LinkedIn: Training AI on your content
Data, AI, consent. We’ve hit a point where more and more companies use your content to enrich themselves, often without asking first.
This time it’s LinkedIn, one of the largest job-search platforms. Starting November 3, 2025, LinkedIn will use profile details, posts, and feed activity to train its AI models (including models that support personalized ads).
And if you’re reading this here, you can guess why: instead of asking clearly and letting you choose, LinkedIn flipped the switch for you. The toggle for “Use my data for training content creation AI models” is on by default, a classic Preselection dark pattern.
How to opt out
1. Open Settings & Privacy in LinkedIn.
2. Go to the Data privacy section.
3. Open Data for Generative AI Improvement
4. Turn off the option to use your data to train generative AI models.

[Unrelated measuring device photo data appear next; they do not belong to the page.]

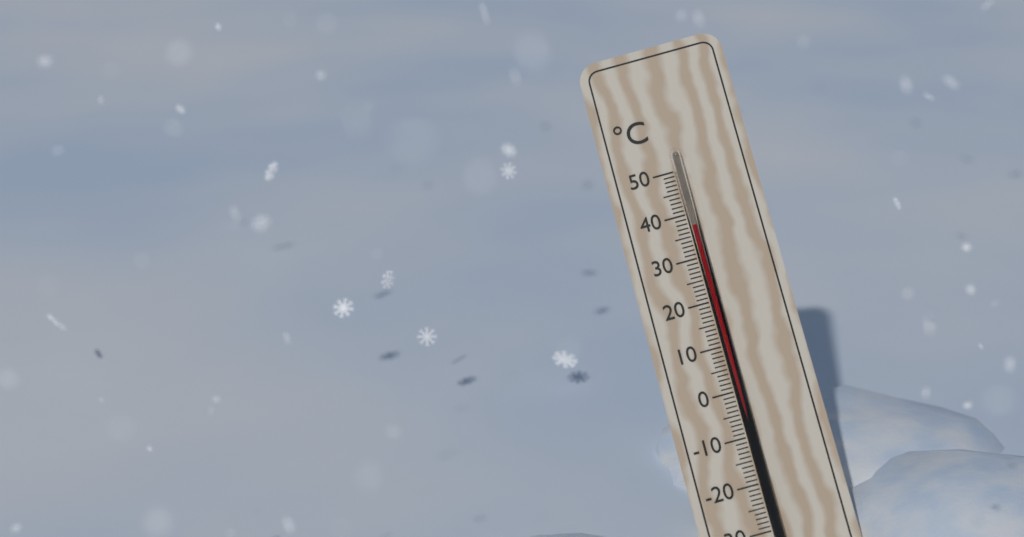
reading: 37 °C
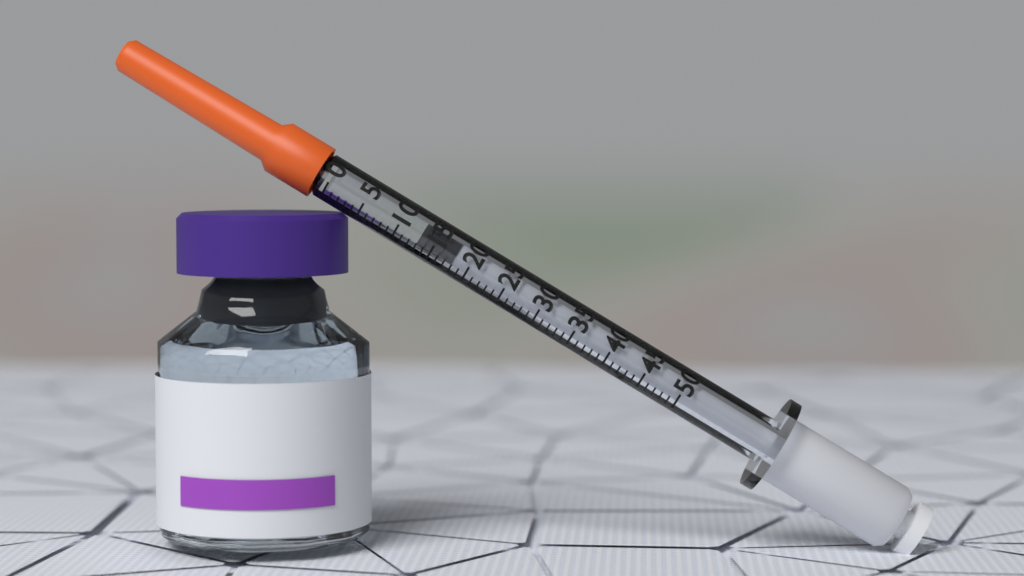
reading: 13 (no unit)
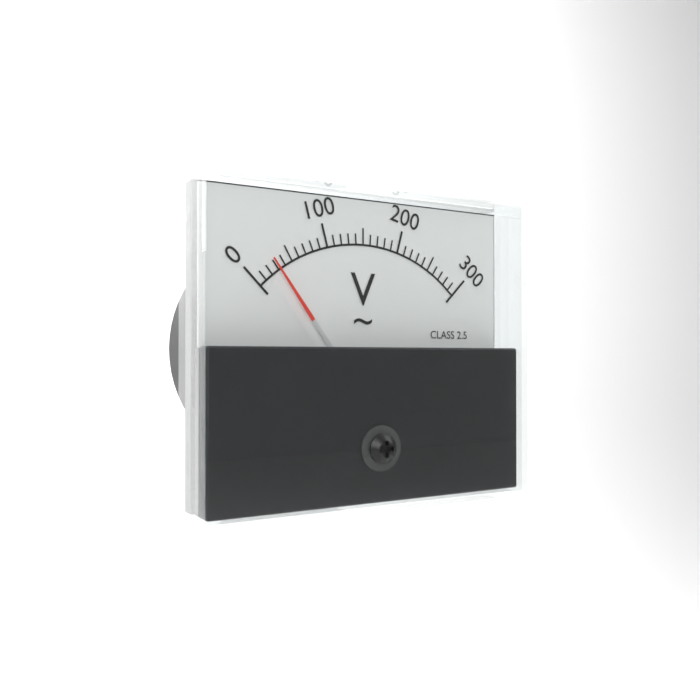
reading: 30 V
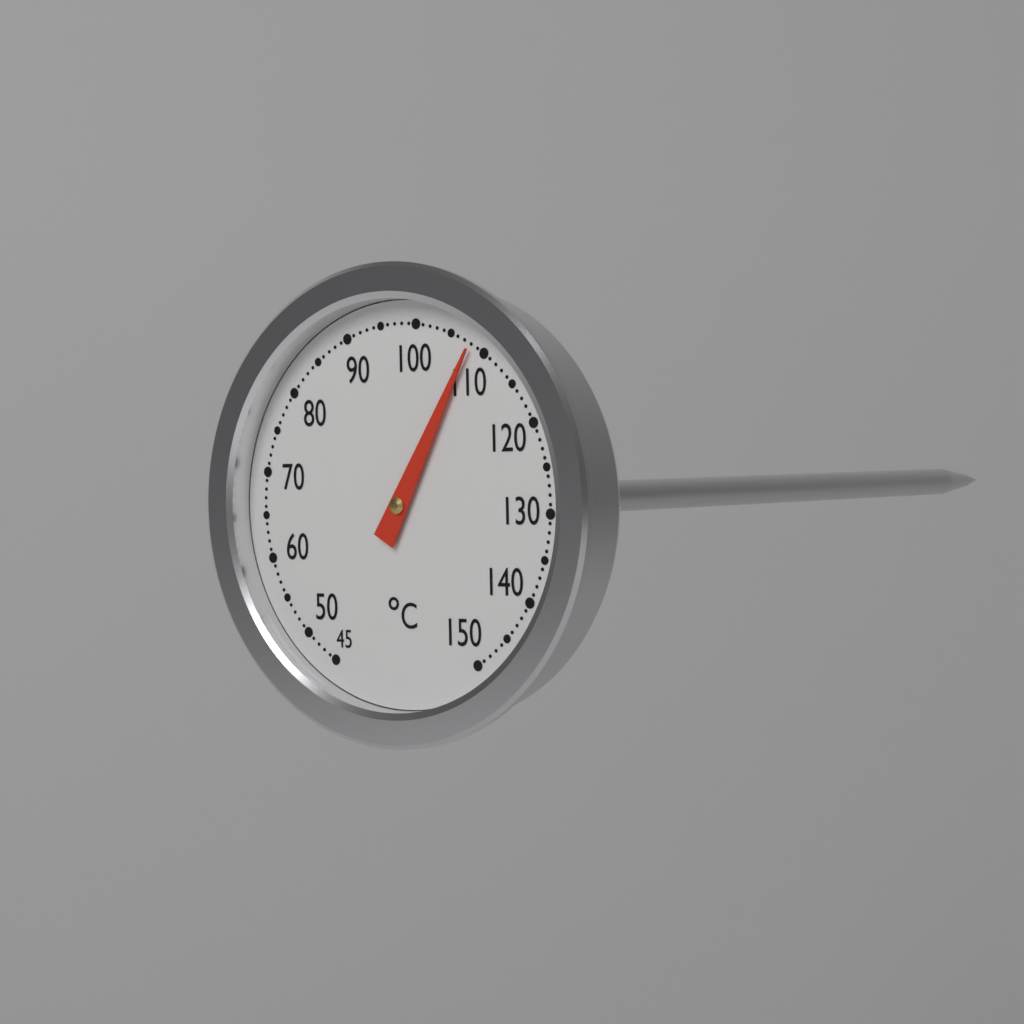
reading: 108 °C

Unchecking that setting opts you out of LinkedIn and its affiliates using your personal data and the content you create on LinkedIn to train their generative AI models.
LinkedIn made “use my data to train AI” the default. That’s not consent. If a platform wants your data, it should ask clearly, in the moment, with the switch off by default. This isn’t a one-off mistake; it’s the same old playbook: make data sharing opt-out, hide it deep, count on people not noticing. LinkedIn’s just the latest to try it.